There are limits in both music and medicine. Go beyond those limits, and disaster is inevitable.

Imagine a small orchestra, comprised of talented, highly trained and dedicated musicians who studied and practiced for years to master their instruments, and then rehearsed and performed as a group for over a decade. Their music is not flawless, but when performing their practiced repertoire they are consistently outstanding. They are rightly proud of their work, and insightful about the perpetual need to practice, improve and grow. They are also proud of their well-deserved high standing in the musical community and happy to be recognized by their audiences as always worth hearing.

Over several years they are first asked and then required to meet multiple standards other than musical excellence. They are expected to perform more pieces at each concert so they play faster and faster. When the demand for more pieces cannot be met by playing faster, they first skip parts of pieces and then start playing more than one piece at a time. They are expected to play different instruments and styles outside their core training. They have to add other forms of entertainment during their concerts, variously dancing, singing, juggling and painting while still performing complex musical works. The harder and more complex each musician’s task becomes, the less well he is able to stay in touch and tune with the rest of the orchestra and they stop playing as a team and become a group of individual musicians performing simultaneously. New musicians who join the group, though every bit as skilled and dedicated as the original troupe, are neither trained and practiced in the repertory of the group, nor allowed to practice between performances. Initially their skill and dedication allows them to maintain a reasonable standard of quality, but they know in their professional hearts that their music is suffering. It pains them, but they focus on their favorite pieces and passages and soldier on. As the demands relentlessly accelerate, the quality of the music steadily declines. At first the errors are small and detectable only by the musicians, but they grow inexorably in size and number. Gradually the product changes from high quality music to multi-media performance to comedic camp to cacophony and at some point neither they nor their audiences see it as art. 

Now imagine a small primary care practice, comprised of talented, highly trained and dedicated clinicians who studied and trained for years to master their skills, and then worked and bonded as a close-knit team, caring for patients and managing their office for several decades. The care they provide is not perfect, but they consistently deliver outstanding comprehensive and continuous primary care from cradle to grave, inpatient and outpatient, for patients and their families. They are rightly proud of the care they provide, but mindful of the need to study, keep up with new science, and learn from their patients. They are also proud of their excellent reputation in the medical community, and happy to be recognized by their patients as caring, competent and conscientious clinicians.

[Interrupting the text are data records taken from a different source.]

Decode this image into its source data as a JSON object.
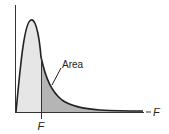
{
  "diagram": {
    "type": "f-distribution-curve",
    "labels": {
      "area": "Area",
      "critical_value": "F",
      "x_axis": "F"
    },
    "colors": {
      "curve": "#222222",
      "body_fill": "#e6e6e6",
      "tail_fill": "#b5b5b5",
      "axis": "#333333"
    }
  }
}
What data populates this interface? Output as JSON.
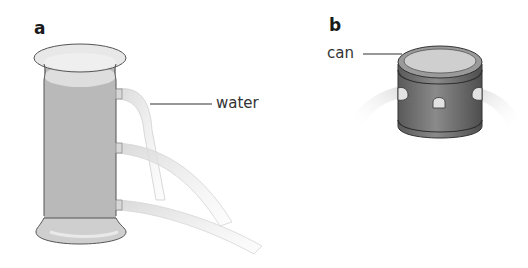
{
  "panels": {
    "a": {
      "label": "a",
      "callout": "water",
      "object": "tall cylinder with three side holes at different heights",
      "jets": 3
    },
    "b": {
      "label": "b",
      "callout": "can",
      "object": "short can with holes around its base",
      "jets": 3
    }
  },
  "colors": {
    "vessel_fill": "#b9b9b9",
    "vessel_outline": "#555555",
    "rim_fill": "#e6e6e6",
    "water_surface": "#dcdcdc",
    "jet_fill": "#e3e3e3",
    "can_body": "#7c7c7c",
    "can_top": "#cfcfcf",
    "leader_line": "#333333"
  }
}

Gradually, the focus on artful and patient-centered health care is replaced by a focus on efficient, standardized, system-centric care. They are expected to do more and more things not part of their training or core competence: data entry, forms, ritualistic tasks to satisfy payors, accreditors and their employer. Medical care itself becomes exponentially more complex. The need to generate revenue requires that they work faster and faster. They begin to take short cuts, skipping parts of what they normally do and using check boxes and copy-paste to generate notes that meet documentation standards but are less and less clinically useful. Eventually the pace increases to the point where they start doing several things at once, none of them optimally. The need to fulfill external requirements and generate revenue progressively compromises their ability to focus on the patient and the quality of the care provided. Patient relationships, which depend heavily on time and communication, suffer greatly which is traumatic for both patients and their clinicians. Communication among clinicians becomes harder and harder, and care fractionates. They are expected to use tools poorly suited for their work, tools that are neither consistently maintained nor properly tuned. Excellent new clinicians added to the team are not mentored, and no trained or integrated in the team’s protocols and best practices. The once close-knit team steadily devolves into a collection of increasingly frustrated and isolated individuals. As the demands continue to increase and the focus shifts steadily from quality to volume and from the patient to secondary metrics, both care and the perception of care deteriorate. At first the missteps are infrequent and minor, visible only to the clinicians themselves, and the clinicians take solace in the rewarding moments they experience with individual patients. For years, their skill and dedication keep this doomed juggernaut from catastrophe, but steadily and unavoidably both the size and frequency of the errors increase. When the impossibility of excellence and the inevitability of harm become inescapably obvious, morale and care deteriorate in a death spiral to the point where the goal is no longer quality patient care but simply meeting targets and getting from one weekend to the next.

The musicians and the clinicians in this dark tale have fallen prey to a combination ofBaumol’s cost disease and the slippery slope of the normalization of deviance.  It is more common than you think and more painful than I can express.